US Admits To Planting False Nuclear Evidence In Iran

Fact checked

Former Secretary of State Condoleezza Rice took to the witness stand for the prosecution in a criminal case against a former CIA officer on trial for leaking details of a top-secret spy program.

CIA leaked information reveals more than Condoleezza would like us to know

Back in 2003 the Bush administration tried to silence a New York Times story that was set to leak a CIA plot to undermine Iran’s nuclear program by secretly providing Tehran with faulty atomic weapon plans.

I was just following orders” – Condoleezza Rice

Condoleezza told Jurors that her attempt to silence the New York Times from publishing their article came as a direct order from President George W. Bush. She said: “The president and I talked about it and decided I should ask the New York Times leadership to come to the White House for a meeting to discuss why that story should not be published… I certainly understood the [implications] of the White House asking the New York Times not to publish a story. That’s why I talked first to the president about whether we should even do so”.

Uprooted Palestinians Blog reports:

Rice said she was gravely concerned when she heard the Times had gotten wind of the closely guarded CIA program, which involved a Russian nuclear engineer working with the spy agency to try to entice the Iranians into adopting designs altered by scientists at a U.S. national laboratory.

“It was one of the only levers that we believed we had — that the president had — to try to disrupt the Iranian nuclear program,” the former secretary of state and national security adviser said.

Talking points used by Rice at an April 2003 meeting with Risen and the then-chief of the Times’ Washington Bureau, Jill Abramson, show Rice didn’t hold back when describing the cataclysmic consequences that could flow from publishing the story.

“This information in the wrong hands could easily lead to the death of a U.S. citizen and conceivably contribute to the deaths of millions of innocent victims of a foreign nuclear weapons program,” Rice said, according to the talking points. She told jurors she hewed closely to the script but could not be sure she delivered them verbatim.

Rice also confirmed that at the meeting held in her office and attended by then-Director of Central Intelligence George Tenet she asked the Times not only to withhold the story but to cease reporting on it and to get rid of all documents relating to it.

“I asked if they had any materials, they would destroy them,” said Rice, who was serving as national security adviser at the time. “I knew they wouldn’t give them back to us.”

The Times ultimately declined to run the story. However, Risen published it three years later in his book “State of War.”

Whistleblower Jeffrey Sterling indicted on 10 felony counts

After the book was published, the FBI stepped up a criminal investigation into the leak. Sterling, one of several former CIA handlers for the Russian engineer at the center of the operation, was indicted in 2010 on charges that he leaked details of the operation to Risen. The ex-CIA officer faces 10 felony counts, including unauthorized disclosure of national defense information, mail fraud and obstruction of justice.

Rice, now a professor at Stanford and a fellow at the Hoover Institution, was calm and composed during her time on the witness stand. However, she was notably more cooperative with the prosecution than with the defense.

Prosecutors appeared intent on using Rice’s testimony to establish the lengths to which the government had gone to prevent the story from getting out and to underscore for jurors that the information was so potentially damaging to U.S. national security that the Times declined to run it.
However, the prosecution initially said it preferred to avoid imposing the inconvenience of testifying on Rice and instead sought simply to show jurors the talking points she read at the 2003 meeting with the Times.

U.S. District Court Judge Leonie Brinkema rejected that proposal.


◆ What is being asked ◆
Repeat the data in full and exactly. Leave the pictures out.

■ ■ ■

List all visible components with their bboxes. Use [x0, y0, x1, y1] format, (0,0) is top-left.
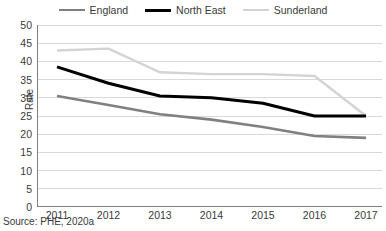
x-axis-tick-label: 2013 [137, 210, 183, 221]
y-axis-tick-label: 15 [4, 147, 32, 158]
x-axis-tick-label: 2017 [343, 210, 386, 221]
y-axis-tick-label: 10 [4, 166, 32, 177]
legend-line-swatch [243, 9, 269, 11]
plot-area [37, 25, 382, 207]
y-axis-tick-label: 45 [4, 38, 32, 49]
y-axis-title: Rate [24, 70, 35, 130]
plot-svg [37, 25, 382, 207]
y-axis-tick-label: 5 [4, 184, 32, 195]
x-axis-tick-label: 2016 [292, 210, 338, 221]
chart-legend: EnglandNorth EastSunderland [0, 0, 386, 20]
y-axis-tick-label: 40 [4, 56, 32, 67]
legend-item-label: Sunderland [274, 5, 328, 16]
x-axis-tick-label: 2014 [189, 210, 235, 221]
legend-item[interactable]: Sunderland [243, 5, 328, 16]
legend-item-label: North East [176, 5, 226, 16]
legend-line-swatch [145, 9, 171, 12]
source-note: Source: PHE, 2020a [3, 216, 94, 227]
legend-item-label: England [90, 5, 129, 16]
y-axis-tick-label: 50 [4, 20, 32, 31]
x-axis-tick-label: 2015 [240, 210, 286, 221]
legend-item[interactable]: England [59, 5, 129, 16]
chart-figure: EnglandNorth EastSunderland 504540353025… [0, 0, 386, 231]
y-axis-tick-label: 20 [4, 129, 32, 140]
legend-item[interactable]: North East [145, 5, 226, 16]
legend-line-swatch [59, 9, 85, 11]
y-axis-tick-label: 0 [4, 202, 32, 213]
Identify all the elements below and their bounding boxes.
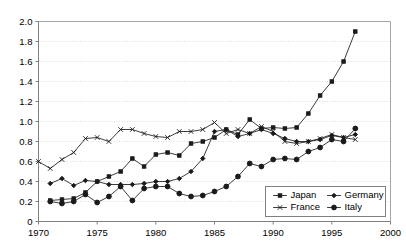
- marker-circle: [83, 192, 88, 197]
- marker-circle: [259, 164, 264, 169]
- marker-circle: [294, 157, 299, 162]
- marker-cross: [71, 150, 76, 155]
- marker-square: [131, 157, 134, 160]
- marker-diamond: [48, 181, 52, 185]
- marker-square: [166, 151, 169, 154]
- marker-circle: [329, 137, 334, 142]
- marker-circle: [153, 184, 158, 189]
- marker-cross: [48, 166, 53, 171]
- x-tick-label: 1980: [145, 227, 166, 238]
- marker-diamond: [177, 176, 181, 180]
- y-tick-label: 0.2: [19, 196, 32, 207]
- marker-square: [142, 165, 145, 168]
- y-axis-tick-labels: 00.20.40.60.81.01.21.41.61.82.0: [19, 16, 32, 227]
- marker-circle: [177, 191, 182, 196]
- marker-circle: [165, 184, 170, 189]
- marker-circle: [318, 145, 323, 150]
- marker-square: [107, 175, 110, 178]
- marker-circle: [48, 199, 53, 204]
- marker-circle: [95, 200, 100, 205]
- series-germany: [48, 127, 357, 187]
- chart-legend: JapanGermanyFranceItaly: [266, 187, 386, 217]
- marker-circle: [271, 157, 276, 162]
- marker-square: [201, 140, 204, 143]
- x-axis-tick-labels: 1970197519801985199019952000: [28, 227, 401, 238]
- marker-circle: [332, 205, 337, 210]
- series-france: [36, 120, 357, 171]
- y-tick-label: 0.6: [19, 156, 32, 167]
- marker-circle: [306, 149, 311, 154]
- marker-circle: [353, 126, 358, 131]
- data-series-layer: [36, 30, 357, 206]
- marker-square: [283, 127, 286, 130]
- marker-diamond: [154, 179, 158, 183]
- marker-diamond: [142, 181, 146, 185]
- marker-circle: [224, 184, 229, 189]
- marker-circle: [107, 194, 112, 199]
- marker-square: [307, 112, 310, 115]
- x-tick-label: 1995: [321, 227, 342, 238]
- marker-diamond: [353, 132, 357, 136]
- x-tick-label: 1975: [87, 227, 108, 238]
- marker-cross: [107, 139, 112, 144]
- marker-circle: [200, 193, 205, 198]
- y-tick-label: 0: [27, 216, 32, 227]
- marker-cross: [212, 120, 217, 125]
- marker-circle: [247, 161, 252, 166]
- marker-circle: [212, 189, 217, 194]
- marker-square: [295, 126, 298, 129]
- x-tick-label: 1985: [204, 227, 225, 238]
- marker-square: [178, 154, 181, 157]
- series-markers: [36, 120, 357, 171]
- y-tick-label: 1.8: [19, 36, 32, 47]
- marker-circle: [130, 198, 135, 203]
- series-markers: [48, 127, 357, 187]
- marker-square: [154, 153, 157, 156]
- marker-circle: [283, 156, 288, 161]
- marker-circle: [60, 201, 65, 206]
- marker-cross: [60, 157, 65, 162]
- marker-diamond: [83, 178, 87, 182]
- marker-square: [119, 170, 122, 173]
- legend-label: Germany: [345, 189, 384, 200]
- marker-diamond: [107, 182, 111, 186]
- marker-diamond: [130, 182, 134, 186]
- marker-square: [330, 80, 333, 83]
- y-tick-label: 0.4: [19, 176, 32, 187]
- marker-diamond: [212, 129, 216, 133]
- legend-label: Japan: [291, 189, 317, 200]
- y-tick-label: 1.4: [19, 76, 32, 87]
- x-tick-label: 1970: [28, 227, 49, 238]
- series-line: [50, 32, 355, 201]
- marker-circle: [189, 194, 194, 199]
- x-tick-label: 1990: [263, 227, 284, 238]
- series-japan: [49, 30, 357, 202]
- chart-container: 00.20.40.60.81.01.21.41.61.82.0 19701975…: [0, 0, 406, 249]
- gridlines: [39, 22, 391, 202]
- marker-circle: [142, 186, 147, 191]
- line-chart: 00.20.40.60.81.01.21.41.61.82.0 19701975…: [0, 0, 406, 249]
- marker-circle: [71, 199, 76, 204]
- marker-square: [189, 142, 192, 145]
- marker-diamond: [165, 179, 169, 183]
- marker-diamond: [72, 183, 76, 187]
- x-tick-label: 2000: [380, 227, 401, 238]
- y-tick-label: 2.0: [19, 16, 32, 27]
- marker-square: [278, 194, 281, 197]
- marker-circle: [341, 139, 346, 144]
- marker-square: [318, 94, 321, 97]
- marker-circle: [236, 174, 241, 179]
- marker-square: [213, 136, 216, 139]
- legend-label: Italy: [345, 201, 363, 212]
- marker-diamond: [60, 176, 64, 180]
- y-tick-label: 0.8: [19, 136, 32, 147]
- marker-square: [354, 30, 357, 33]
- y-tick-label: 1.0: [19, 116, 32, 127]
- series-markers: [49, 30, 357, 202]
- legend-label: France: [291, 201, 321, 212]
- y-tick-label: 1.2: [19, 96, 32, 107]
- marker-square: [342, 60, 345, 63]
- marker-square: [271, 126, 274, 129]
- marker-cross: [236, 127, 241, 132]
- marker-circle: [118, 184, 123, 189]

■ ■ ■

◆ Exercise solution ◆
List all visible components with their bboxes. Use [x0, y0, x1, y1] format, (0,0) is top-left.
x-axis-tick-label: 2013 [137, 210, 183, 221]
y-axis-tick-label: 15 [4, 147, 32, 158]
x-axis-tick-label: 2017 [343, 210, 386, 221]
y-axis-tick-label: 10 [4, 166, 32, 177]
legend-line-swatch [243, 9, 269, 11]
plot-area [37, 25, 382, 207]
y-axis-tick-label: 45 [4, 38, 32, 49]
y-axis-title: Rate [24, 70, 35, 130]
plot-svg [37, 25, 382, 207]
y-axis-tick-label: 5 [4, 184, 32, 195]
x-axis-tick-label: 2016 [292, 210, 338, 221]
chart-legend: EnglandNorth EastSunderland [0, 0, 386, 20]
y-axis-tick-label: 40 [4, 56, 32, 67]
legend-item-label: Sunderland [274, 5, 328, 16]
x-axis-tick-label: 2014 [189, 210, 235, 221]
legend-item[interactable]: Sunderland [243, 5, 328, 16]
legend-item-label: North East [176, 5, 226, 16]
legend-line-swatch [145, 9, 171, 12]
source-note: Source: PHE, 2020a [3, 216, 94, 227]
legend-item-label: England [90, 5, 129, 16]
y-axis-tick-label: 50 [4, 20, 32, 31]
x-axis-tick-label: 2015 [240, 210, 286, 221]
legend-item[interactable]: England [59, 5, 129, 16]
chart-figure: EnglandNorth EastSunderland 504540353025… [0, 0, 386, 231]
y-axis-tick-label: 20 [4, 129, 32, 140]
legend-item[interactable]: North East [145, 5, 226, 16]
legend-line-swatch [59, 9, 85, 11]
y-axis-tick-label: 0 [4, 202, 32, 213]
Identify all the elements below and their bounding boxes.
- marker-circle: [83, 192, 88, 197]
- marker-circle: [259, 164, 264, 169]
- marker-circle: [294, 157, 299, 162]
- marker-cross: [71, 150, 76, 155]
- marker-square: [131, 157, 134, 160]
- marker-diamond: [48, 181, 52, 185]
- marker-square: [166, 151, 169, 154]
- marker-circle: [329, 137, 334, 142]
- marker-circle: [153, 184, 158, 189]
- marker-cross: [48, 166, 53, 171]
- x-tick-label: 1980: [145, 227, 166, 238]
- marker-diamond: [177, 176, 181, 180]
- y-tick-label: 0.2: [19, 196, 32, 207]
- marker-square: [142, 165, 145, 168]
- y-axis-tick-labels: 00.20.40.60.81.01.21.41.61.82.0: [19, 16, 32, 227]
- marker-circle: [177, 191, 182, 196]
- marker-circle: [165, 184, 170, 189]
- marker-circle: [318, 145, 323, 150]
- marker-square: [107, 175, 110, 178]
- marker-circle: [48, 199, 53, 204]
- marker-circle: [95, 200, 100, 205]
- series-germany: [48, 127, 357, 187]
- chart-legend: JapanGermanyFranceItaly: [266, 187, 386, 217]
- marker-circle: [271, 157, 276, 162]
- marker-square: [201, 140, 204, 143]
- x-axis-tick-labels: 1970197519801985199019952000: [28, 227, 401, 238]
- marker-circle: [332, 205, 337, 210]
- series-france: [36, 120, 357, 171]
- y-tick-label: 0.6: [19, 156, 32, 167]
- marker-circle: [306, 149, 311, 154]
- marker-circle: [353, 126, 358, 131]
- data-series-layer: [36, 30, 357, 206]
- marker-square: [283, 127, 286, 130]
- marker-diamond: [154, 179, 158, 183]
- marker-diamond: [142, 181, 146, 185]
- marker-circle: [224, 184, 229, 189]
- marker-circle: [107, 194, 112, 199]
- marker-square: [307, 112, 310, 115]
- x-tick-label: 1995: [321, 227, 342, 238]
- marker-diamond: [353, 132, 357, 136]
- x-tick-label: 1975: [87, 227, 108, 238]
- marker-cross: [107, 139, 112, 144]
- marker-circle: [200, 193, 205, 198]
- y-tick-label: 0: [27, 216, 32, 227]
- marker-cross: [212, 120, 217, 125]
- marker-circle: [247, 161, 252, 166]
- marker-circle: [212, 189, 217, 194]
- marker-square: [295, 126, 298, 129]
- x-tick-label: 1985: [204, 227, 225, 238]
- marker-square: [178, 154, 181, 157]
- series-markers: [36, 120, 357, 171]
- y-tick-label: 1.8: [19, 36, 32, 47]
- marker-circle: [130, 198, 135, 203]
- series-markers: [48, 127, 357, 187]
- marker-square: [154, 153, 157, 156]
- marker-circle: [283, 156, 288, 161]
- marker-circle: [60, 201, 65, 206]
- marker-cross: [60, 157, 65, 162]
- marker-diamond: [83, 178, 87, 182]
- marker-square: [119, 170, 122, 173]
- legend-label: Germany: [345, 189, 384, 200]
- marker-diamond: [107, 182, 111, 186]
- marker-diamond: [130, 182, 134, 186]
- marker-square: [330, 80, 333, 83]
- y-tick-label: 0.4: [19, 176, 32, 187]
- marker-diamond: [212, 129, 216, 133]
- legend-label: Japan: [291, 189, 317, 200]
- y-tick-label: 1.4: [19, 76, 32, 87]
- x-tick-label: 1970: [28, 227, 49, 238]
- series-line: [50, 32, 355, 201]
- marker-circle: [189, 194, 194, 199]
- x-tick-label: 1990: [263, 227, 284, 238]
- series-japan: [49, 30, 357, 202]
- chart-container: 00.20.40.60.81.01.21.41.61.82.0 19701975…: [0, 0, 406, 249]
- gridlines: [39, 22, 391, 202]
- marker-circle: [142, 186, 147, 191]
- line-chart: 00.20.40.60.81.01.21.41.61.82.0 19701975…: [0, 0, 406, 249]
- marker-circle: [71, 199, 76, 204]
- marker-square: [189, 142, 192, 145]
- marker-diamond: [165, 179, 169, 183]
- marker-diamond: [72, 183, 76, 187]
- x-tick-label: 2000: [380, 227, 401, 238]
- y-tick-label: 2.0: [19, 16, 32, 27]
- marker-square: [278, 194, 281, 197]
- marker-circle: [341, 139, 346, 144]
- marker-square: [318, 94, 321, 97]
- marker-circle: [236, 174, 241, 179]
- marker-square: [213, 136, 216, 139]
- legend-label: Italy: [345, 201, 363, 212]
- marker-diamond: [60, 176, 64, 180]
- y-tick-label: 0.8: [19, 136, 32, 147]
- marker-square: [354, 30, 357, 33]
- y-tick-label: 1.0: [19, 116, 32, 127]
- series-markers: [49, 30, 357, 202]
- legend-label: France: [291, 201, 321, 212]
- y-tick-label: 1.2: [19, 96, 32, 107]
- marker-square: [342, 60, 345, 63]
- marker-square: [271, 126, 274, 129]
- marker-cross: [236, 127, 241, 132]
- marker-circle: [118, 184, 123, 189]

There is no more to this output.